In the distance, with the sinking star behind his back, his form appeared like a white glow, and came riding towards me. When he was near, he halted, and the last flicker flamed and then died from the Western sky, the life in me took fire and met his where his met mine . . .

The Ghost-Trap by Emma Doeve, all rights reserved.
The Ghost-Trap by Emma Doeve, all rights reserved.

Part the Third:

 

. . . I pour water and olive oil into the bowl and put it on my knees. A spell is said over me. A crystal and a candle provide glimmerings in the shiny shadowy surface on which floats the dark green olive oil. Then the room which is candle-lit and smoky with incense, grows silent. I bend down and stare into the bowl.

Suddenly I see a lion, a male lion, mostly its massive head and upper body. I see it move through space high, high up. It seems to be made of a silver substance, though it is made of flesh or at least earthly matter also. Its mane is streaming against the black ‘solar’ winds of cosmic space. The moment seems to go on forever. Millions of years have passed and that leonine beast has been moving and running up there in that eerie curved space. Now and then it turns its head and looks straight at me as if to say: “I see you, but you are not supposed to have seen this.”

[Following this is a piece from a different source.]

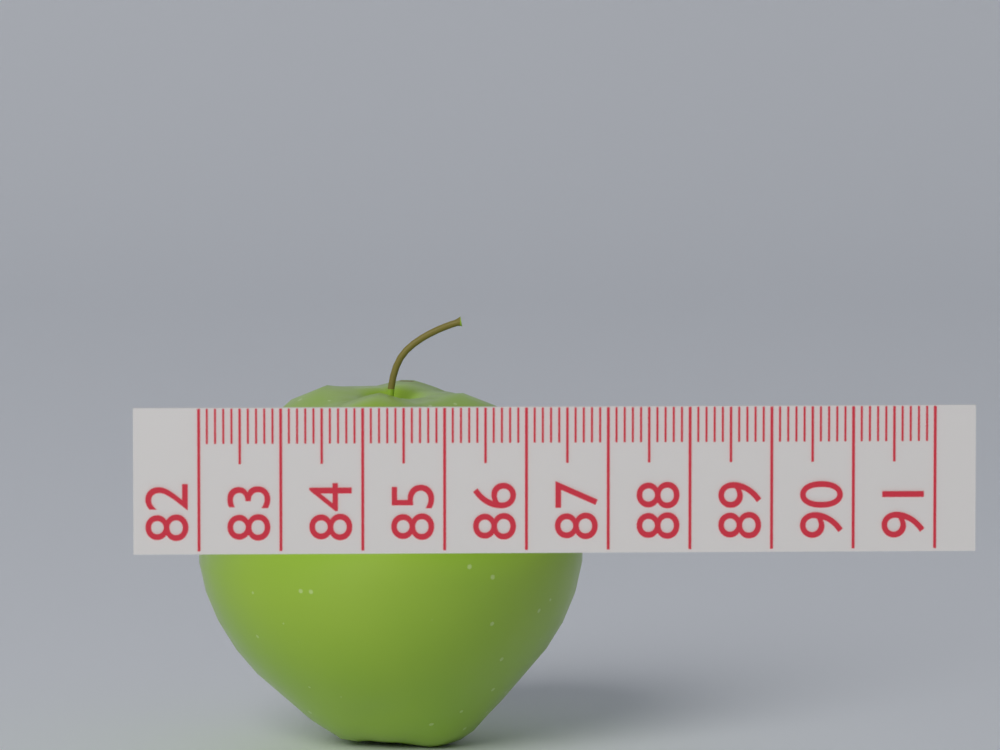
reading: 86.8 (no unit)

I gently blow on the water and a large pool of the floating olive oil separates into several smaller pools. A shadow moves in the water. I see a face in one of the pools. ‘Looking through’ I see more faces in the mirror-like sphericals – smaller, larger ones – I see my own face, slightly distorted, in some of them. But I also see other faces stare back at me, strangely contained within their shiny roundels.

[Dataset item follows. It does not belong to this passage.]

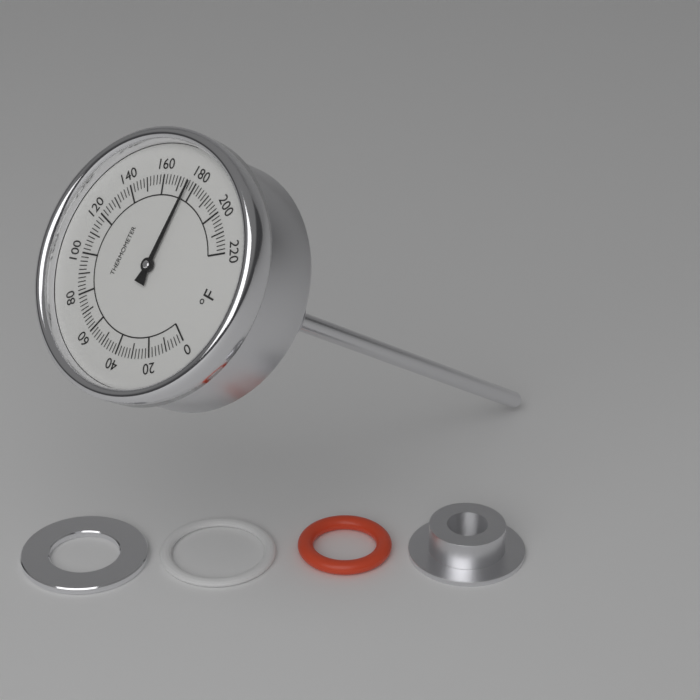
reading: 176 °F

Because of the darkness of bowl and water and oil and its environment, the glinting surface where the faces are appearing have an unearthly look. They seem to come and bloom up from a great depth. “Look at us,” they seem to say, “give us life.” Their eyes are shining. The round or even oval quality of the faces is emphasized because of the shapes that contain them. Apart from myself, I do not know them. I do not know who they are. I do not know what they want. I need to find out, but I will need protection. I blow on the liquid and they disappear.
I am prepared to ride the beast . . .

 

EMMA DOEVE is a changeling child from the Lost World of what were formerly the Dutch East Indies, twice removed. First and foremost a visual artist, she is also a writer, researcher, and occultist, primarily concerned with the interface between Magic and the Arts.
Her specialist areas of interest include Austin Osman Spare, the Graeco-Egyptian Magical Papyri, and Occult-inspired Female Surrealist, Leonora Carrington.
In this capacity, Emma has appeared at The Globe Hay-on-Wye, The Horse Hospital London, and a selection of regional Moots. Her artwork has appeared in 13 Knots by Nina Antonia, several issues of Chaosphere magazine, various WhollyBooks publications, and online at Salón Arcano and Wiccan Rede. She also has an article on Austin Osman Spare in the forthcoming Summer issue of New Dawn magazine.
As well as preparing for her appearance at The Occult Conference in Glastonbury, Emma is presently at work with her partner, Matthew Levi Stevens, on a Grimoire inspired by their work with the Graeco-Egyptian Magical Papyri.